We’re all familiar with the high-pitched squeak of basketball shoes on the court during games, or tires squealing on pavement. Scientists conducted several experiments and discovered that the geometry of the sneakers’ tread patterns determines the squeak’s frequency, enabling the team to make rubber blocks set to specific frequencies and slide them across glass surfaces to play Star Wars’ “Imperial March.”
“Tuning frictional behavior on the fly has been a long-standing engineering dream,” said co-author Katia Bertoldi of Harvard University. “This new insight into how surface geometry governs slip pulses paves the way for tunable frictional metamaterials that can transition from low-friction to high-grip states on demand.” In addition, the dynamics revealed by these results are similar to those of tectonic faults and thus give scientists a new model for the mechanics of earthquakes, according to their new paper published in the journal Nature.
Leonardo da Vinci is usually credited with conducting the first systematic study of friction in the late 15th century, a subfield now known as tribology that deals with the dynamics of interacting surfaces in relative motion. Da Vinci’s notebooks depict how he pulled rows of blocks using weights and pulleys, an approach that is still used in frictional studies today, as well as examining the friction produced in screw threads, wheels, and axles. The authors of this latest paper used an experimental setup similar to da Vinci’s.
The squeaking of sneakers on a gym floor is usually attributed to friction, specifically a stick-slip variety that involves cycles of sticking and sliding between two surfaces. But that model is best suited for interfaces involving two rigid objects, such as squeaking door hinges. Sneaker soles sliding across a gym floor involves one hard object (the floor) and one soft one (the sneaker sole). Bertholdi et al. wanted a more complete understanding of the dynamics of soft-on-rigid interfaces.
First, the team slid commercial basketball shoes (the Nike CU3503-100) across a smooth, dry glass plate, simultaneously capturing sound and visual imagery of what was happening between the sole and the glass (i.e., the frictional interface). They identified opening pulses traveling in the sliding direction non-uniformly, resulting in temporary local supersonic separations between the shoe soles and the glass plate. Those audible squeaks aren’t random; the frequency is determined by the repetition rate of the generated pulses.
To test this hypothesis further, Bertoldi and colleagues made their own blocks from silicone rubber: one with a flat sliding surface and the other with parallel thin ridges, akin to sneaker treads. After sliding both versions on the same dry glass plate, they found that both consistently generated pulses along the frictional interface when sliding above a certain threshold (0.3 m per second). And sometimes there were triboelectric discharges (tiny lightning bolts created by friction) triggering the pulses, giving a squeak a bit of spark.
Tunable frequencies
There were some differences between the smooth and ridged blocks. The flat blocks produced disordered pulses, akin to broadband noise (a swooshing sound), and the slip amplitude showed large fluctuations over time and across the surface. The ridged blocks produced pulses with a more focused pitch and minimized larger fluctuations to get a more uniform slip amplitude and frequency. The results were also different from what is predicted by a standard spring-block model, in which frequencies of stick-slip dynamics increase as the sliding rates increase, per the authors. Instead, their experiments showed that as sliding rates increased, the fundamental frequencies remained the same.
So geometry plays a significant role in determining the frequency of sneaker squeaks. The team was even able to custom-design rubber blocks of differing heights tuned to specific frequencies to perform Star Wars’ “Imperial March” by sliding them across glass plates (see video above). “We were surprised that tiny surface features could so strongly reorganize frictional motion,” said co-author Gabriele Albertini of the University of Nottingham.
“These results bridge two fields that are traditionally disconnected: the tribology of soft materials and the dynamics of earthquakes,” said co-author Shmuel Rubinstein, a physicist at Hebrew University. “Soft friction is usually considered slow, yet we show that the squeak of a sneaker can propagate as fast as, or even faster than, the rupture of a geological fault, and that their physics is strikingly similar.”
Nature, 2026. DOI: 10.1038/s41586-026-10132-3 (About DOIs).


▶ **WORK INSTRUCTIONS**
Spot each line in the data below containing "soil" and copy it.

▶ **MATERIAL SUPPLIED**
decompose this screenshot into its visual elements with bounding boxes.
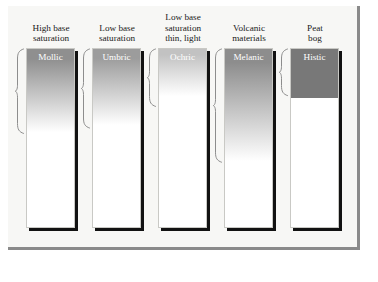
horizon-fill-melanic [225,49,272,161]
column-header-line: Low base [84,23,150,34]
column-header-line: Volcanic [216,23,282,34]
profile-box-histic: Histic [290,48,339,228]
horizon-label-ochric: Ochric [159,52,206,62]
depth-brace-melanic [212,48,223,163]
soil-profile-histic: Histic [290,48,339,228]
column-header-histic: Peatbog [282,23,348,44]
horizon-label-histic: Histic [291,52,338,62]
soil-profile-melanic: Melanic [224,48,273,228]
soil-profile-umbric: Umbric [92,48,141,228]
soil-profile-mollic: Mollic [26,48,75,228]
horizon-label-umbric: Umbric [93,52,140,62]
column-header-line: High base [18,23,84,34]
horizon-label-mollic: Mollic [27,52,74,62]
column-header-line: Low base [150,12,216,23]
soil-profile-ochric: Ochric [158,48,207,228]
column-header-line: saturation [18,33,84,44]
column-header-melanic: Volcanicmaterials [216,23,282,44]
profile-box-umbric: Umbric [92,48,141,228]
column-header-ochric: Low basesaturationthin, light [150,12,216,44]
profile-box-mollic: Mollic [26,48,75,228]
column-header-line: saturation [150,23,216,34]
column-header-line: materials [216,33,282,44]
soil-horizon-diagram: High basesaturationMollicLow basesaturat… [0,0,378,282]
depth-brace-histic [278,48,289,97]
column-header-line: thin, light [150,33,216,44]
column-header-mollic: High basesaturation [18,23,84,44]
profile-box-ochric: Ochric [158,48,207,228]
horizon-label-melanic: Melanic [225,52,272,62]
column-header-line: saturation [84,33,150,44]
depth-brace-mollic [14,48,25,134]
depth-brace-umbric [80,48,91,129]
column-header-line: bog [282,33,348,44]
column-header-umbric: Low basesaturation [84,23,150,44]
depth-brace-ochric [146,48,157,107]
column-header-line: Peat [282,23,348,34]
profile-box-melanic: Melanic [224,48,273,228]
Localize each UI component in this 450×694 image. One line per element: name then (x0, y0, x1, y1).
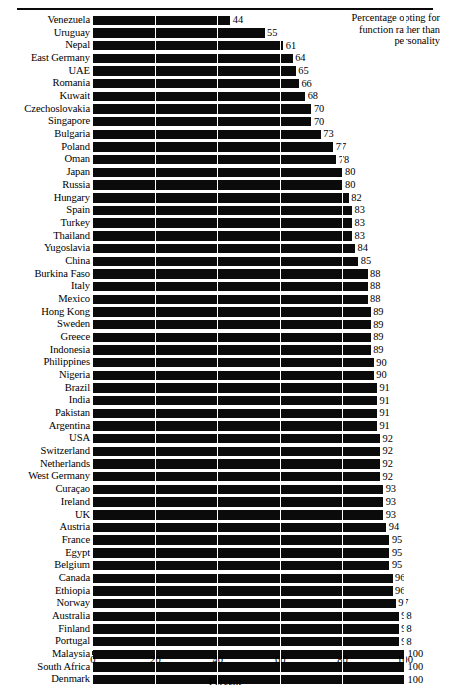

▶ **FINISHED EXERCISE**
soil-profile-histic: Histic [290,48,339,228]
soil-profile-melanic: Melanic [224,48,273,228]
soil-profile-umbric: Umbric [92,48,141,228]
soil-profile-mollic: Mollic [26,48,75,228]
soil-profile-ochric: Ochric [158,48,207,228]
soil-horizon-diagram: High basesaturationMollicLow basesaturat… [0,0,378,282]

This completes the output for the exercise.